Today’s landscape to quiet the mind. Out in the Today’s landscape to quiet the mind. Out in the fields somewhere, on the road to Edison. Acrylic on prepared ground, sketchbook.
MUST SEE! Ai, Rebel: The Art and Activism of Ai We MUST SEE! Ai, Rebel: The Art and Activism of Ai Weiwei at Seattle Art Museum.
I am thinking this morning about the phrase Americ I am thinking this morning about the phrase American Heartland. Learning to paint a barn means studying the neutrals. Our political discourse has pitted the barn people against the city people and there are no neutrals, just shouting. But if you walk out into the horizon lands, all you hear is the wind and a kestrel. Walk in boots, hard-pressed against your toes, walk on stubble barefoot and get acupuncture for a lifetime. Study the intervals: how the clouds can be in the upper one third neatly or one sixth, precarious, the future disappearing with the sun as it falls making the barn your whole world if you’re three years old and looking up; one big triangle with a square in the center, and so many mysteries inside the square. 
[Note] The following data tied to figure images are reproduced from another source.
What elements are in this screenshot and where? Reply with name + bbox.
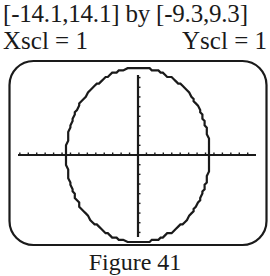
figure-caption: Figure 41 <box>0 248 270 276</box>
axes <box>18 75 256 237</box>
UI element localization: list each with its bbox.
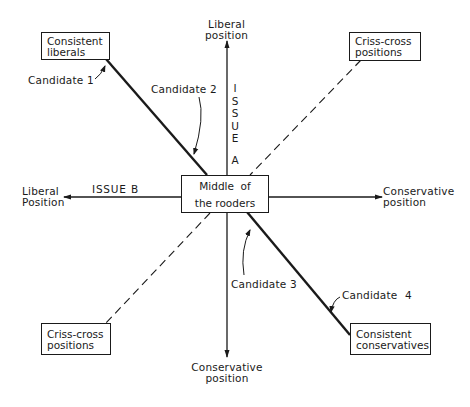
center-box-line1: Middle of <box>182 180 268 192</box>
candidate-1-pointer <box>95 66 105 79</box>
candidate-4-pointer <box>331 297 340 312</box>
criss-cross-line-lower <box>106 213 210 323</box>
issue-b-right-label-line2: position <box>383 197 454 208</box>
consistent-conservative-line <box>247 212 350 335</box>
issue-a-top-label-line2: position <box>205 30 248 41</box>
issue-a-axis-label: I S S U E A <box>229 82 241 166</box>
issue-a-bottom-label: Conservative position <box>190 362 264 384</box>
issue-a-letter: E <box>229 132 241 145</box>
issue-a-letter: S <box>229 107 241 120</box>
criss-cross-top-right-box: Criss-cross positions <box>349 32 421 61</box>
center-box-line2: the rooders <box>182 197 268 209</box>
criss-cross-bottom-left-line2: positions <box>47 340 105 351</box>
issue-a-letter-suffix: A <box>229 154 241 167</box>
candidate-1-label: Candidate 1 <box>28 75 94 86</box>
candidate-2-label: Candidate 2 <box>151 84 217 95</box>
consistent-liberals-box: Consistent liberals <box>41 32 110 60</box>
criss-cross-bottom-left-box: Criss-cross positions <box>41 323 111 355</box>
middle-of-the-road-box: Middle of the rooders <box>181 175 269 213</box>
issue-b-axis-label: ISSUE B <box>92 184 139 195</box>
candidate-3-pointer <box>243 230 250 275</box>
criss-cross-line-upper <box>250 60 361 175</box>
candidate-4-label: Candidate 4 <box>342 290 412 301</box>
consistent-conservatives-line2: conservatives <box>356 340 425 351</box>
issue-a-bottom-label-line2: position <box>190 373 264 384</box>
issue-a-letter: I <box>229 82 241 95</box>
issue-a-letter: U <box>229 120 241 133</box>
consistent-conservatives-box: Consistent conservatives <box>350 323 431 355</box>
issue-b-right-label: Conservative position <box>383 186 454 208</box>
consistent-liberals-line2: liberals <box>47 47 104 58</box>
issue-b-left-label: Liberal Position <box>22 186 64 208</box>
issue-a-top-label: Liberal position <box>205 19 248 41</box>
consistent-liberal-line <box>106 59 207 175</box>
issue-a-letter: S <box>229 95 241 108</box>
candidate-3-label: Candidate 3 <box>231 279 297 290</box>
criss-cross-top-right-line2: positions <box>355 47 415 58</box>
candidate-2-pointer <box>194 97 201 154</box>
issue-b-left-label-line2: Position <box>22 197 64 208</box>
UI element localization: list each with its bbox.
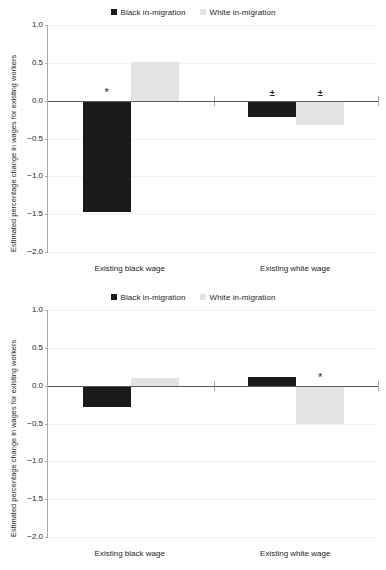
y-axis-tick-label: 0.5: [14, 58, 48, 68]
gridline: [48, 214, 378, 215]
y-axis-tick-label: 0.0: [14, 96, 48, 106]
zero-baseline: [48, 386, 378, 387]
legend-entry-black-in-migration[interactable]: Black in-migration: [111, 8, 186, 17]
y-axis-tick-label: −2.0: [14, 247, 48, 257]
gridline: [48, 25, 378, 26]
y-axis-label: Estimated percentage change in wages for…: [9, 340, 18, 537]
y-axis-tick-label: 1.0: [14, 20, 48, 30]
x-axis-category-label: Existing white wage: [213, 549, 379, 559]
plot-area: 1.00.50.0−0.5−1.0−1.5−2.0*±±: [47, 25, 378, 252]
x-axis-category-label: Existing white wage: [213, 264, 379, 274]
bar-black-in-migration[interactable]: [83, 386, 131, 407]
plot-area: 1.00.50.0−0.5−1.0−1.5−2.0*: [47, 310, 378, 537]
bar-white-in-migration[interactable]: [296, 101, 344, 125]
gridline: [48, 63, 378, 64]
legend-label: White in-migration: [210, 293, 276, 302]
square-marker-icon: [200, 294, 206, 300]
axis-end-cap: [378, 96, 379, 106]
gridline: [48, 310, 378, 311]
chart-panel-bottom: Black in-migrationWhite in-migrationEsti…: [0, 285, 386, 570]
bar-black-in-migration[interactable]: [248, 377, 296, 385]
y-axis-tick-label: −1.0: [14, 171, 48, 181]
zero-baseline: [48, 101, 378, 102]
gridline: [48, 499, 378, 500]
square-marker-icon: [111, 9, 117, 15]
y-axis-tick-label: −1.0: [14, 456, 48, 466]
y-axis-tick-label: −1.5: [14, 494, 48, 504]
chart-legend: Black in-migrationWhite in-migration: [0, 5, 386, 19]
significance-annotation: ±: [248, 89, 296, 98]
legend-entry-white-in-migration[interactable]: White in-migration: [200, 293, 276, 302]
bar-black-in-migration[interactable]: [248, 101, 296, 118]
axis-end-cap: [378, 381, 379, 391]
y-axis-tick-label: −0.5: [14, 134, 48, 144]
significance-annotation: *: [83, 88, 131, 97]
y-axis-label: Estimated percentage change in wages for…: [9, 55, 18, 252]
bar-white-in-migration[interactable]: [131, 62, 179, 101]
bar-black-in-migration[interactable]: [83, 101, 131, 212]
x-axis-category-label: Existing black wage: [47, 264, 213, 274]
bar-white-in-migration[interactable]: [131, 378, 179, 386]
y-axis-tick-label: −2.0: [14, 532, 48, 542]
gridline: [48, 252, 378, 253]
significance-annotation: *: [296, 373, 344, 382]
figure-two-panel-bar-chart: Black in-migrationWhite in-migrationEsti…: [0, 0, 386, 570]
y-axis-tick-label: −0.5: [14, 419, 48, 429]
legend-label: Black in-migration: [121, 8, 186, 17]
y-axis-tick-label: 0.0: [14, 381, 48, 391]
bar-white-in-migration[interactable]: [296, 386, 344, 425]
legend-entry-white-in-migration[interactable]: White in-migration: [200, 8, 276, 17]
legend-entry-black-in-migration[interactable]: Black in-migration: [111, 293, 186, 302]
square-marker-icon: [200, 9, 206, 15]
chart-legend: Black in-migrationWhite in-migration: [0, 290, 386, 304]
significance-annotation: ±: [296, 89, 344, 98]
chart-panel-top: Black in-migrationWhite in-migrationEsti…: [0, 0, 386, 285]
gridline: [48, 537, 378, 538]
y-axis-tick-label: 0.5: [14, 343, 48, 353]
legend-label: White in-migration: [210, 8, 276, 17]
square-marker-icon: [111, 294, 117, 300]
y-axis-tick-label: 1.0: [14, 305, 48, 315]
gridline: [48, 461, 378, 462]
legend-label: Black in-migration: [121, 293, 186, 302]
gridline: [48, 348, 378, 349]
x-axis-category-label: Existing black wage: [47, 549, 213, 559]
y-axis-tick-label: −1.5: [14, 209, 48, 219]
There is also the question of what kind of light seeps between the verticals and is the light coming in the evening or at midday when you can finally begin to make out all the other tiny squares within the big square, which would be called hay. Reach for the rope and swing out over the canyon, that great big canyon from bale to bale.
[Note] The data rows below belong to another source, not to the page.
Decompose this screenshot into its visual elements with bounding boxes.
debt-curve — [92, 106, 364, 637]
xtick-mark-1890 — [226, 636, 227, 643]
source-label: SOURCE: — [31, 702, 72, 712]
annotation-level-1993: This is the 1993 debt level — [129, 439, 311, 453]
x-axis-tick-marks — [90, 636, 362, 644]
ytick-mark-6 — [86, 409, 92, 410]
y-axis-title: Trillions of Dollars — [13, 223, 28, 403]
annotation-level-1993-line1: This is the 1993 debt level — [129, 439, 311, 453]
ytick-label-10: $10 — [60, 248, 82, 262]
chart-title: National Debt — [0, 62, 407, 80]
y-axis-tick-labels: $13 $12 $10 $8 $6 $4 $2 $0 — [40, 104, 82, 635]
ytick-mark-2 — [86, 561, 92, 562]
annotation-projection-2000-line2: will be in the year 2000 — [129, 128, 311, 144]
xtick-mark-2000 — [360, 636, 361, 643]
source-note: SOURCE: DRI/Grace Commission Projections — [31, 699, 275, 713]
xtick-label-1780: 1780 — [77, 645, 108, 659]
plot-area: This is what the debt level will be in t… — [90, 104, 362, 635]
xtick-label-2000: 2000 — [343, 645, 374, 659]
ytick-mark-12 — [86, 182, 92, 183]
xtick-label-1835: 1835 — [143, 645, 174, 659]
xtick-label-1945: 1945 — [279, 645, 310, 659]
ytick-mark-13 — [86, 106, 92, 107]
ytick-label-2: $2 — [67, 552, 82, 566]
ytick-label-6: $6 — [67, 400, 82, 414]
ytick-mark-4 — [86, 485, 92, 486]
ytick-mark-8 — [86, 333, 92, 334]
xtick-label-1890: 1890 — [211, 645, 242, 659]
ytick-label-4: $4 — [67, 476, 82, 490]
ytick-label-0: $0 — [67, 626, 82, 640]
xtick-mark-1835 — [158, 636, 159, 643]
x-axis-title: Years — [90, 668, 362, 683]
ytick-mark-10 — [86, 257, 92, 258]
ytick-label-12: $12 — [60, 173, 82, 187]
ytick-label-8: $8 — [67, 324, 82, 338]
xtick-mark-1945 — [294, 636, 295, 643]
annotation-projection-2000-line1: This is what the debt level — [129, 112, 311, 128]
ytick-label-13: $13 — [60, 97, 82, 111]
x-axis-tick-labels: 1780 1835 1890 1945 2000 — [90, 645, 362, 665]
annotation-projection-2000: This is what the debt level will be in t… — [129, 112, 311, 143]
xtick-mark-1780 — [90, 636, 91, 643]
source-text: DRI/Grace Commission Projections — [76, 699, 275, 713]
Collage studies: painting neutrals
A hybrid study, mixed process. Reading the New Yor A hybrid study, mixed process. Reading the New Yorker this morning, about the global population crash. This will upend urbanism, for sure, though it will very good for veterinarians and dog groomers:
“Only two communities appear to be maintaining very high fertility: ultra-Orthodox Jews and some Anabaptist sects. The economist Robin Hanson’s back-of-the-envelope calculations suggest that twenty-third-century America will be dominated by three hundred million Amish people. The likeliest version of the Great Replacement will see a countryside dotted everywhere with handsome barns.”
First Thursday. Such a beautiful night. First Thursday. Such a beautiful night.